Small numbers studying Czech at prestigious New York universities

In this edition of Panorama we meet some of those teaching and studying Czech at two of New York’s most prestigious universities. Our first stop is Columbia University, where Professor Christopher Harwood teaches both the Czech language and Czech studies. How do enrolments compare for both classes?

Christopher Harwood
“There are fairly small numbers for both, I have to say. There tends to be a pretty wide fluctuation year to year, which I have to think is for reasons that are pretty much random. We draw a significant number of students into language study through the bait of the possibility of studying in Prague. The semester study abroad programmes in Prague are very popular.”

At New York University Professor Milan Fryščák is – like Professor Harwood at Columbia – the only person teaching the Czech language. Who signs up?

“These are people who have some interest in not necessarily literature but political science, history – these are the people who study Czech.”

And what are the greatest challenges for those who do choose to study Czech? Professor Christopher Harwood.

“It depends a little bit. I get language students from very different backgrounds. Some have experience with say Russian or Polish and other Slavic languages, which gives them a huge advantage.

“I have had a significant number of students with a Czech heritage, and that can be either a more immediate or a more distant heritage. Some of them are for example children of Czech émigrés, who spoke a certain amount of Czech at home but never learned to read or write. So it really depends on what the previous experience is.

“Certainly the case system is a huge difficulty, even for the heritage students, who again have a certain degree of passive knowledge or whatever, but when they actually have to learn to write the endings correctly have real difficulty.

“That’s also a problem for people who say have had Russian or Polish, where there’s a similar case structure but the actual endings and the spellings are also different. So that’s probably a consistent problem.”

Milan Fryščák
How long does it take for an average student to become reasonably proficient at Czech? That’s a question I put to Professor Fryščák at NYU.

“I think we are talking about three to four years. There are very few students who have some knowledge of Czech…Our programme is an undergraduate programme so it’s not really practical for many of the students to study just Czech. When students are doing a graduate programme that’s a different thing.

“We are competing with cultures like French culture, Spanish culture, Italian, German culture…Americans are career-oriented and to learn Czech is not a good investment of time and money. That’s one of the obstacles.”

To get the perspective of perspective of some students of Czech, I spoke to two girls at Columbia named Cally and Elly.

What led you to study Czech?

Cally: “Here at Columbia a couple of years ago Václav Havel was doing a residency and that was the first I’d heard about him or paid attention to anything Czech really. The following spring I decided to take an East European history class and got really interested in Czech history. The following fall I decided to start learning the language too.”

Prague
Elly: “I’m from England and in my gap year I went to study in Prague and I fell in love with the city and I also travelled outside of Prague in the country. And I became really interested in the history and literature as well. Cally and I took a class together in which we both became interested in the history.”

How are you finding studying Czech?

Elly: “It’s quite difficult!”

Cally: “I find it pretty difficult. I studied German and Spanish before and it’s definitely a lot harder than either of those.”

Is there anything you like about Czech?

Elly: “It’s unusual and some of the words are very interesting – all the consonants.”

Cally: “Yeah, I do like that it’s unusual. It’s fun to talk about it with other people who aren’t really familiar with it at all. It’s a country that I don’t know much about so it’s fun to talk about all the extra things you pick up in a language class.”

One thing I didn’t discuss with the students was the marked difference between formal and informal Czech. Professor Harwood, whose wife is Czech, says even he finds this aspect of the language challenging.

“That’s a problem. It’s one I try not to confront too much at this level. I try to teach my students literary Czech – spisovná čeština. My personal experience is you can always go down in the register of the language, but once one gets too comfortable in the spoken level it’s difficult to go back up.

“That’s actually a personal problem for me right now, because I learned initially pretty much only literary Czech and that’s what I spoke when I arrived there. And since then my personal relationship with the Czech language and Czech people has led me to use the vernacular and the colloquial variants much more.

“It requires a degree of effort to uphold the standard of the literary language, both when I’m teaching and in other professional situations when I should be using that register. And simply because there is no equivalent to that in English it’s quite a challenge.

“So I try to keep my students entirely in the register of the written language. I draw there attention to the colloquial uses, but I don’t practise it with them.”

Finally, as well as teaching at NYU, Professor Milan Fryscak is the author of a self-study book entitled Say it in Czech. What would his advice be to the general learner?

“To learn the language it calls for extended exposure, use of the language and reading – reading contemporary literature – and trying to find the normal or the usual way of saying things. You can learn the minimum for communicative purposes in a reasonably short time. It’s not easy, but the rewards of mastering it are tremendous.”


Gather all lines with "swatch" from the records.

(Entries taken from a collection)
● ● ● ● ● ● ●

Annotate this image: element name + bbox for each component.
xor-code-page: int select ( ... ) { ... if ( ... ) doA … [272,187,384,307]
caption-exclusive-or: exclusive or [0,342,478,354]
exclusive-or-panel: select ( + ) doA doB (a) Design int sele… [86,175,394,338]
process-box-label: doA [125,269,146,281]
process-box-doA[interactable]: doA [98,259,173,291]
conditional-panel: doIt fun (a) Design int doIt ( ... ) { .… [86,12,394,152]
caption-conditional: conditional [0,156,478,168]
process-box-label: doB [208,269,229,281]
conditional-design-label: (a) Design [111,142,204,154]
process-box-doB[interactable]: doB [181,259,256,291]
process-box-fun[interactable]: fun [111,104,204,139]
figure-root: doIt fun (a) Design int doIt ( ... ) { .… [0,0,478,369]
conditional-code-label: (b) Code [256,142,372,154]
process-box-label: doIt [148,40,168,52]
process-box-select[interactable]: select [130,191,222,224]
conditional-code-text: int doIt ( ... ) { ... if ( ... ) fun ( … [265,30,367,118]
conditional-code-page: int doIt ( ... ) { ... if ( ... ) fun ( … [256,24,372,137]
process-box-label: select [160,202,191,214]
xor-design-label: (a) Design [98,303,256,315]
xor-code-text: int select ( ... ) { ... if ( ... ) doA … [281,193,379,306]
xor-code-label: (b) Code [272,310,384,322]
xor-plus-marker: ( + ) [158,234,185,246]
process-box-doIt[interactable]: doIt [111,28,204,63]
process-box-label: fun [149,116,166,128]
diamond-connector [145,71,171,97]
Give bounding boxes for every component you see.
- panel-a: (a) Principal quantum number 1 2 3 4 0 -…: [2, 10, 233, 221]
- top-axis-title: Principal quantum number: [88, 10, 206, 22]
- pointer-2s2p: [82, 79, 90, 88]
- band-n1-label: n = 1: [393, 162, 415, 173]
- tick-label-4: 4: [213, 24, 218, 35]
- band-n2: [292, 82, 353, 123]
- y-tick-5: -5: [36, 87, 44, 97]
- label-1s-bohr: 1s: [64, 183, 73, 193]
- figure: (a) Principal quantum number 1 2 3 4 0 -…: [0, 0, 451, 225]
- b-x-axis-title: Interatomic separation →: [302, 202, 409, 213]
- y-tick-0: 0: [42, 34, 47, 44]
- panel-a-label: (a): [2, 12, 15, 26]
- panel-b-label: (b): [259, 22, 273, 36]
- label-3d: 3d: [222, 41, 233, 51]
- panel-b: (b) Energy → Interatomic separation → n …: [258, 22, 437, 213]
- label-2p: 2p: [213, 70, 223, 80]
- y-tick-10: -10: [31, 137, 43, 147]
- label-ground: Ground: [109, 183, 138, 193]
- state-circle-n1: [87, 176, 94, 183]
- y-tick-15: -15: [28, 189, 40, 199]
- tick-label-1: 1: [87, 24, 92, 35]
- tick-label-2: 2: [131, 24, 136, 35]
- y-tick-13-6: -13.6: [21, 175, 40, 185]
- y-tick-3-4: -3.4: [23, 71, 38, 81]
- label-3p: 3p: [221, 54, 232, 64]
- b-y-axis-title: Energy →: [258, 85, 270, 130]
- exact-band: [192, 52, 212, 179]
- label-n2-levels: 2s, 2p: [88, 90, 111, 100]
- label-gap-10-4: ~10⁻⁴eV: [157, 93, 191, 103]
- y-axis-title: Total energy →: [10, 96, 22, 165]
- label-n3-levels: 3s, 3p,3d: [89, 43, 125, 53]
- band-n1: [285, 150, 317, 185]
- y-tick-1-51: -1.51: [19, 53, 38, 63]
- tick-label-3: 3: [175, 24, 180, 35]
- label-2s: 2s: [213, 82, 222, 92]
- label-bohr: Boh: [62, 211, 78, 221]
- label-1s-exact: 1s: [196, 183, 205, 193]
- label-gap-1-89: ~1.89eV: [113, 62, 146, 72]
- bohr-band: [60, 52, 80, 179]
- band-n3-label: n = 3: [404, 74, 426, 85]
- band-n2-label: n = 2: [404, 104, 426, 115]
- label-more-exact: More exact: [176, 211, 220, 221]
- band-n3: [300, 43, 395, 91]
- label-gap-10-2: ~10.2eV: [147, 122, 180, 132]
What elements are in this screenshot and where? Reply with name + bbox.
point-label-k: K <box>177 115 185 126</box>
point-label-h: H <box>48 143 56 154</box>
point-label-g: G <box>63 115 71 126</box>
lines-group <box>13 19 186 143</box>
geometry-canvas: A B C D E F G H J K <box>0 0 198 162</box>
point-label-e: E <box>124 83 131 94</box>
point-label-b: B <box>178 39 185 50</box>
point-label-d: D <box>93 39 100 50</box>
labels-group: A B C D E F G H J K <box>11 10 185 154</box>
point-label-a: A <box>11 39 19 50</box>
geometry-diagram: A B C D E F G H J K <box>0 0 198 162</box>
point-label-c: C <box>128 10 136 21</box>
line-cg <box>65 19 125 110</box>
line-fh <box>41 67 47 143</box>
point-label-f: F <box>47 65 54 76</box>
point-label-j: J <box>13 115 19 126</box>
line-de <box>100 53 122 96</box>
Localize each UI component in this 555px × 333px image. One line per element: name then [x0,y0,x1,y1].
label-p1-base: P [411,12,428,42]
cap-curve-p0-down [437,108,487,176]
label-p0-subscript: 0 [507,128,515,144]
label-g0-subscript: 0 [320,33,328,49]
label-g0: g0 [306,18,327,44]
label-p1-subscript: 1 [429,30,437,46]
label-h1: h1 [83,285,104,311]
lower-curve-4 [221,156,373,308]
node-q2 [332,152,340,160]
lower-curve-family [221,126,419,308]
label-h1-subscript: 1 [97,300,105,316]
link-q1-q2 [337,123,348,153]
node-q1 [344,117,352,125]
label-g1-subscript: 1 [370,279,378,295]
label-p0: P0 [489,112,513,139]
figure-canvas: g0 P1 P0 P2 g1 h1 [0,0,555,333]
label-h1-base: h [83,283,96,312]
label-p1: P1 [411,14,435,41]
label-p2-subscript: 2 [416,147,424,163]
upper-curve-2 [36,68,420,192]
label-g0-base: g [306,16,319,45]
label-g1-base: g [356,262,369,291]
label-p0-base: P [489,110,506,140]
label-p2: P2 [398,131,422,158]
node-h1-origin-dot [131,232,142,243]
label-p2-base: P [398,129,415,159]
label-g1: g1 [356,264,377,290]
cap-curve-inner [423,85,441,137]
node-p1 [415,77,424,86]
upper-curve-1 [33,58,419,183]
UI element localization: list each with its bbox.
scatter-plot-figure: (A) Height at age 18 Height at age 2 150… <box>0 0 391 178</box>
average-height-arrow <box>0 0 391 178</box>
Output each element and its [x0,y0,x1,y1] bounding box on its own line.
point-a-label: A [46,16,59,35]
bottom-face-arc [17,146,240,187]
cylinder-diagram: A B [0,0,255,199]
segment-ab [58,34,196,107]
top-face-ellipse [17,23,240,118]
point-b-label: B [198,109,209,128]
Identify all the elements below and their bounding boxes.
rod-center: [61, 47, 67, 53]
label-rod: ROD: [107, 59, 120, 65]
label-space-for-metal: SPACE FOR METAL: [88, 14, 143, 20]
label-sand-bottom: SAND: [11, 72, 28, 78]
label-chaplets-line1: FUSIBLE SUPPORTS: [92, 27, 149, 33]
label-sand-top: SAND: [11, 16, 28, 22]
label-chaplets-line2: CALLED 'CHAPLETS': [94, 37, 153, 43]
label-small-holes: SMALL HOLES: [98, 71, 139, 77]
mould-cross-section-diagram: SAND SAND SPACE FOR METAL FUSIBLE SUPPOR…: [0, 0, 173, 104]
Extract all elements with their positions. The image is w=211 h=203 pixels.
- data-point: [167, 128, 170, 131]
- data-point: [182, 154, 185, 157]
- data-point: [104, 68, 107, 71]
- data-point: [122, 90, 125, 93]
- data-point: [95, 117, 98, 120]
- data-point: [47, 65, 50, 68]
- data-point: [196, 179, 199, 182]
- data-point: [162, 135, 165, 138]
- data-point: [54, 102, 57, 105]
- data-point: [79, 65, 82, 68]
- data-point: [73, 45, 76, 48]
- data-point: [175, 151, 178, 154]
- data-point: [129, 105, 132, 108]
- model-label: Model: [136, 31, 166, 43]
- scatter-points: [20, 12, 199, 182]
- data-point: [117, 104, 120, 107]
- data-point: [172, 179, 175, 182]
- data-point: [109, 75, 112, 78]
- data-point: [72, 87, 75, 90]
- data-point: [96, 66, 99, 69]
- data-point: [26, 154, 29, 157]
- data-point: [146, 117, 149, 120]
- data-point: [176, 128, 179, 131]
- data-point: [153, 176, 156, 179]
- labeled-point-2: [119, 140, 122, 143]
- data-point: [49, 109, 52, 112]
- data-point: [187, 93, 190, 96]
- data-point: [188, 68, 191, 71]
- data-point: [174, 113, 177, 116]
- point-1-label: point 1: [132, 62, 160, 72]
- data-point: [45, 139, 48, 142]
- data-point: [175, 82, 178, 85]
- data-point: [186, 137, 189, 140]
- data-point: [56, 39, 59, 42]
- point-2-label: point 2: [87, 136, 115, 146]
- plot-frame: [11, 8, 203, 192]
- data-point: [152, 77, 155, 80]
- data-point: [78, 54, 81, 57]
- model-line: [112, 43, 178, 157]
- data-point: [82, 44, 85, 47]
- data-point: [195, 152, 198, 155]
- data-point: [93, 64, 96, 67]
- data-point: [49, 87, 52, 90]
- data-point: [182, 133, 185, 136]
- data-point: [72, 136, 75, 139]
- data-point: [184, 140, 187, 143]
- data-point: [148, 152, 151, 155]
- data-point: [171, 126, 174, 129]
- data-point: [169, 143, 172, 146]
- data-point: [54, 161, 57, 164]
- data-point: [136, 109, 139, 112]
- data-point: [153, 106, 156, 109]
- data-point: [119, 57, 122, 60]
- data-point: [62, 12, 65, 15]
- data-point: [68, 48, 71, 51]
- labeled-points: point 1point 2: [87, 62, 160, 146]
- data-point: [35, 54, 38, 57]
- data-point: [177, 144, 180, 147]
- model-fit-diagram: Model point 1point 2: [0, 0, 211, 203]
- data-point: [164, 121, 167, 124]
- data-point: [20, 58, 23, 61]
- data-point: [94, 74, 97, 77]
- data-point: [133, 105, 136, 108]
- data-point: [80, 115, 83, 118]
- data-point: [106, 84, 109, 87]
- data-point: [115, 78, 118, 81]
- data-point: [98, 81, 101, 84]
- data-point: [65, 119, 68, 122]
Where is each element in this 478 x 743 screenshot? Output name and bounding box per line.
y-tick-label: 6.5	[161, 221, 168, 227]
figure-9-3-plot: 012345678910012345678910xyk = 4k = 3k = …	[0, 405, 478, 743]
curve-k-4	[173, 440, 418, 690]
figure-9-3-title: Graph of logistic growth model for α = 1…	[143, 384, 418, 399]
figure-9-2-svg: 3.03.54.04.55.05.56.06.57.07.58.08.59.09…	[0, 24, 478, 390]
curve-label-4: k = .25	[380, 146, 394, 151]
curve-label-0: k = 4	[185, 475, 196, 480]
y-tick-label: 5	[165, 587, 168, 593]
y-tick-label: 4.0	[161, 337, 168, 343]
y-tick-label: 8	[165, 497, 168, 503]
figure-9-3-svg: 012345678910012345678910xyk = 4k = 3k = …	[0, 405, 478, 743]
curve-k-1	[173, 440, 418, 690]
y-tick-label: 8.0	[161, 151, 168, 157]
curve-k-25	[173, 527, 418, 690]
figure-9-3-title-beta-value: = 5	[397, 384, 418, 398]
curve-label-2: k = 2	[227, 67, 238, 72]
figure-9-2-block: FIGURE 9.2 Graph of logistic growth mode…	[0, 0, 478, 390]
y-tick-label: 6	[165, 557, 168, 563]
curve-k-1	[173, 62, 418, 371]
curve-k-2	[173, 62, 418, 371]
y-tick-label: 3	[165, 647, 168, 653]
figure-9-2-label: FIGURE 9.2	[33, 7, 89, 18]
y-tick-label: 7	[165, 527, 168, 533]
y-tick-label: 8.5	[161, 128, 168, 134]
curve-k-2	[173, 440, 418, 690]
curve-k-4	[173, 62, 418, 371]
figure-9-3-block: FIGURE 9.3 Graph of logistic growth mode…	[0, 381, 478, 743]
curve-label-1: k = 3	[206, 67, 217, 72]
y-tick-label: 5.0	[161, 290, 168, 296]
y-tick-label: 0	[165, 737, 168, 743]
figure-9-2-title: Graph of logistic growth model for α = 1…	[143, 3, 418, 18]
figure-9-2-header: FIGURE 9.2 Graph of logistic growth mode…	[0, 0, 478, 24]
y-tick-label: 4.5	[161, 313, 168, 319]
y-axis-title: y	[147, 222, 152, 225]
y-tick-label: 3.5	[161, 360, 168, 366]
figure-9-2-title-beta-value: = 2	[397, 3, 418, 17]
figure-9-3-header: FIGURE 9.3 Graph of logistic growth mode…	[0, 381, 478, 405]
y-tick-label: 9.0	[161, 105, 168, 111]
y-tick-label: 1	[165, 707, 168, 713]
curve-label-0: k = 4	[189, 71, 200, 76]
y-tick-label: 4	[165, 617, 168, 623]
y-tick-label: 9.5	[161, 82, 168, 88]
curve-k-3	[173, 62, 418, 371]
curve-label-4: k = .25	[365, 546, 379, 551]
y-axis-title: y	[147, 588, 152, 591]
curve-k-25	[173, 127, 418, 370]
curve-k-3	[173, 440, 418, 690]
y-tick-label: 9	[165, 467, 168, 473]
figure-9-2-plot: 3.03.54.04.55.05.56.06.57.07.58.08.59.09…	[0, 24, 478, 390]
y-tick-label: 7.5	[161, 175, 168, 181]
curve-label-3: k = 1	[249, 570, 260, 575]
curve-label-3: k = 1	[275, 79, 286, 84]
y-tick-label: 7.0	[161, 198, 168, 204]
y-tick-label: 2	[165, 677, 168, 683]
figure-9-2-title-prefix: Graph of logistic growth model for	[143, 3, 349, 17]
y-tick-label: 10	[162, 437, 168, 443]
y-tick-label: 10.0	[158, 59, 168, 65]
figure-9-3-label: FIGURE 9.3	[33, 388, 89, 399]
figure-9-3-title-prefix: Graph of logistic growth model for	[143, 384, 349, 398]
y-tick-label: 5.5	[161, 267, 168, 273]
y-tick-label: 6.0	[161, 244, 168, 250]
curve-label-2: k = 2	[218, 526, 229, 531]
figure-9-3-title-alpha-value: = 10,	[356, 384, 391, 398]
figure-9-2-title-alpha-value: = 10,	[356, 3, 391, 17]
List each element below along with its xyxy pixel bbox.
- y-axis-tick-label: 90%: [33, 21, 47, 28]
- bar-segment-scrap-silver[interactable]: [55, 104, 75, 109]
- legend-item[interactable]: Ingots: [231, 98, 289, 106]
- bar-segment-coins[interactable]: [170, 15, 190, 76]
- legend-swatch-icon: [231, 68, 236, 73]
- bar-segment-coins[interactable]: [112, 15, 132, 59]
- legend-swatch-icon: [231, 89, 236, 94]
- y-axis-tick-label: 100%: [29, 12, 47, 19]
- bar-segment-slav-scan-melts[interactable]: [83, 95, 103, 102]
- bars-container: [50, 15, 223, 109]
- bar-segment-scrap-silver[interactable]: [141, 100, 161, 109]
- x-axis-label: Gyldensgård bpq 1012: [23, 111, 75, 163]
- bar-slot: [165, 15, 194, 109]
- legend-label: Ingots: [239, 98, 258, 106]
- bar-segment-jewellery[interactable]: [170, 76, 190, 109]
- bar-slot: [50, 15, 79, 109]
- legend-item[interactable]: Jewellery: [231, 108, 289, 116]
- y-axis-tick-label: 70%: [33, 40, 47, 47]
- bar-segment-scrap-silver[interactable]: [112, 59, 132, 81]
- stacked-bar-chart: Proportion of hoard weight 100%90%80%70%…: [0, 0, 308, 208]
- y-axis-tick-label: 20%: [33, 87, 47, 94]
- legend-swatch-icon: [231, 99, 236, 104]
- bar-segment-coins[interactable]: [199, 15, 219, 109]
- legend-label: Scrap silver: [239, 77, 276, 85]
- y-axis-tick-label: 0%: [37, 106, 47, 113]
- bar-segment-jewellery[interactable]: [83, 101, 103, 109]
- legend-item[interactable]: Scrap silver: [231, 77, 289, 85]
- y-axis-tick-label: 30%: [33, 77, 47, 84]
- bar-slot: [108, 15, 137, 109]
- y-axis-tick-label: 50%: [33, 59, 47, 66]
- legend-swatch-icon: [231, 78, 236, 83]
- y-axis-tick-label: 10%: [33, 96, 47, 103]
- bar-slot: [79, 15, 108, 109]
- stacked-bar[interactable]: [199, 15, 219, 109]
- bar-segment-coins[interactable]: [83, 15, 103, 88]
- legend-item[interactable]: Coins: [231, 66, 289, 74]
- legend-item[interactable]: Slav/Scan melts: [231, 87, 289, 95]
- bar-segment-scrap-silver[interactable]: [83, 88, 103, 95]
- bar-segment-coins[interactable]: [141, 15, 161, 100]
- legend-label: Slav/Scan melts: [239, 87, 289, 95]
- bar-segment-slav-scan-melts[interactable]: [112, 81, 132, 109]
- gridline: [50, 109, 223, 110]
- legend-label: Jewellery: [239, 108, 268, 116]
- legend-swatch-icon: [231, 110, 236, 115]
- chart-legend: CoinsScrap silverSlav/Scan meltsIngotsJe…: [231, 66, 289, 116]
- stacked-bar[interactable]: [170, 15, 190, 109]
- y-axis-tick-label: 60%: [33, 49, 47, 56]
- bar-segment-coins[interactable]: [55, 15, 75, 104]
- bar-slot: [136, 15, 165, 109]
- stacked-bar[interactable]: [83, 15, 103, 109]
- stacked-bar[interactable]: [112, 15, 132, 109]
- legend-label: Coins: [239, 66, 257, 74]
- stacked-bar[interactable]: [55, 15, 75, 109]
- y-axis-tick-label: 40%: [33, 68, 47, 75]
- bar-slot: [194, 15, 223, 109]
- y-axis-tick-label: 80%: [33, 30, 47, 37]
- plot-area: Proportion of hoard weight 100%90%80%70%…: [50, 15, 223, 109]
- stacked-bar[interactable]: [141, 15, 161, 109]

● ● ● ● ● ● ●

* [Answer area]:
- legend-swatch-icon: [231, 68, 236, 73]
- legend-swatch-icon: [231, 89, 236, 94]
- legend-swatch-icon: [231, 99, 236, 104]
- legend-swatch-icon: [231, 78, 236, 83]
- legend-swatch-icon: [231, 110, 236, 115]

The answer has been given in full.